Annatto crossed his arms. “I’m sleeping, like I said.”

“What is a family if they only want to use you?” Tarragon posed.

“What is a family if they only let you in because you turned against their enemies?”

An ally with a history, Tarragon supposed.

“It is your right to feel that way,” Tarragon replied. “Enjoy having any rights at all.”

“Are you going to let me exercise them like I feel like?” Annatto snapped. His eyes, though, revealed a level of intrigue. To Tarragon, it was a promising look that someday things may improve, that Annatto may find himself at home here.

“I am,” Tarragon vowed.

“Then let me go home.” Annatto stared at him, challenging.

The door opened to their room and a man filled the entry way. Tarragon looked past Annatto as the head guard, Konrad, walked into the room.

For someone so skilled, he didn’t appear as intimidating as Tarragon had expected. He had large wings that encompassed his back and he wore leather as though he were comfortable. It was a surprise he didn’t squeak with his steps.

He had a long broadsword draped from his waist, which must have been over half his height. His hair was longer as well, nearly reaching his shoulders.

Tarragon preferred the matching rings that hung from either side of his lips to the facial hair the guard opted for: it was cleaner and they hugged his skin, so they made for logical targets for a combatant but were harder to grab than facial hair.

Tarragon addressed Konrad, “I have not yet signed a treaty. I want his freedom, as a stipulation.” He looked to Annatto. “To return to Ionia if he wishes.”

He looked back at Konrad and completed his thoughts aloud, despite the disinterest of both members of his audience: “He is unwanted by her. She will breed him and kill him and bring him back, using anyone he cared about to force his return.”

“We won’t agree to that,” Konrad stated.

Annatto rolled his eyes and sat back in his chair.

“Then I will not sign,” Tarragon declared.

“Alright,” Konrad said. He turned to leave the room, hand on his sword, when Aadya returned with Meldrick.

They each carried a tray of food. Aadya set hers before him and Meldrick set his before Annatto.

“Don’t worry, despite the air in this place the bread is not stale,” Meldick said.

Tarragon let of huff of air escape, a touch amused, before scanning what had been brought to them. The trays were simple: metal trays that would be cool to the touch or warm to the touch, depending on what was carried on them.
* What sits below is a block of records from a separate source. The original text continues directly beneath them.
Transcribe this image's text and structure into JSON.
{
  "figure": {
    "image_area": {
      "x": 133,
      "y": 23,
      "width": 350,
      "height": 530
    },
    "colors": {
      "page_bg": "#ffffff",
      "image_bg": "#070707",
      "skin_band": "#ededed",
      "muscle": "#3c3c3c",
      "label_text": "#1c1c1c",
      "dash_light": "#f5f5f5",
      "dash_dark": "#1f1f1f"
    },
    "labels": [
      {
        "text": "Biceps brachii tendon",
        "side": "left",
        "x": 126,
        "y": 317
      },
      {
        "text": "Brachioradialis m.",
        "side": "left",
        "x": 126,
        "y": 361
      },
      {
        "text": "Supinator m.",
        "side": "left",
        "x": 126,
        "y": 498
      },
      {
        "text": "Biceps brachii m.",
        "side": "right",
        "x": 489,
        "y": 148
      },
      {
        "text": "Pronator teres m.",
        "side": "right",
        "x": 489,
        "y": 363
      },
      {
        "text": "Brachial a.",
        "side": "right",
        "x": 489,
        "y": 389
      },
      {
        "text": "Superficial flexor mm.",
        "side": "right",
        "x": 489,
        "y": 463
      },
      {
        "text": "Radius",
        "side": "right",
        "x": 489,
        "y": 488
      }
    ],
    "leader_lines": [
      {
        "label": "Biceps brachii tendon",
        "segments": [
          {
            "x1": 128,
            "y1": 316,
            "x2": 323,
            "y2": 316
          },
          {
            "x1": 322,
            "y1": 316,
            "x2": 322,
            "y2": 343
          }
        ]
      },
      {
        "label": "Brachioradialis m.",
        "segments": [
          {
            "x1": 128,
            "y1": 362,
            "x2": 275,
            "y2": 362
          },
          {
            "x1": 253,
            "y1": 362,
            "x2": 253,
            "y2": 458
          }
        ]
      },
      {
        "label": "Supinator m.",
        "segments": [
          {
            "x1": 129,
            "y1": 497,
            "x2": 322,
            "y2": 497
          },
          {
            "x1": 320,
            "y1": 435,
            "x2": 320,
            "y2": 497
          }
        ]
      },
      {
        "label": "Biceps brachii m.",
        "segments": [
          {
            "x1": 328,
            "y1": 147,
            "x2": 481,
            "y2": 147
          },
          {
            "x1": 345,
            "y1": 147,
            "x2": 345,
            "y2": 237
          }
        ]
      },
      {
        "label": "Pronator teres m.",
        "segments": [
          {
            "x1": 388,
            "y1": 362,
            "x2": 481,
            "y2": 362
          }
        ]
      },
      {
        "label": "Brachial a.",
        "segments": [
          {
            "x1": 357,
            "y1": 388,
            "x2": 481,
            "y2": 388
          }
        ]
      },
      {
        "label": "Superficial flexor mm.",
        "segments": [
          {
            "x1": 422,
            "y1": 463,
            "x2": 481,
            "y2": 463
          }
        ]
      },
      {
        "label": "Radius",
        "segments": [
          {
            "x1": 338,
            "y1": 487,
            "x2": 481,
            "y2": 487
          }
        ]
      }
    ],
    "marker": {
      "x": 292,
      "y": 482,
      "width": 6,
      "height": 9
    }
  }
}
In this case, the trays were warm. They each had cake with chocolate dripping along the edges and coated in chocolate drops and sprinkled with peppery annatto seeds, a place with a seared white fish fillet adorned with tarragon, pasta and a tomato based sauce, steaming root vegetables, apples coated in oats and what smelled of cinnamon, and a note written in wide script that read: To welcome, not to threaten.

Tarragon let out another huff of a laugh. At least one of them had a sense of humor, both he suspected. It was unexpected to be welcomed in such a way.

“Thank you,” Tarragon said.

Meldrick turned, with his white spiky hair and pale milky skin, to Konrad. “Problem with the treaty?”

“He wants the boy to be allowed to return to Ionia,” Konrad told him.

“Clear the room?” Meldrick asked.

Konrad nodded. “Alright.”

As he did, Aadya picked up his tray and walked to the door. “Come on, Tarragon.”

Tarragon looked back at Annatto, unsure of what Meldrick intended to do to his son. He wanted to protest, but he knew he had given up that right by going there. Whatever happened to Annatto was in his parents’ hands. He hoped they were more gentle than Ionia’s.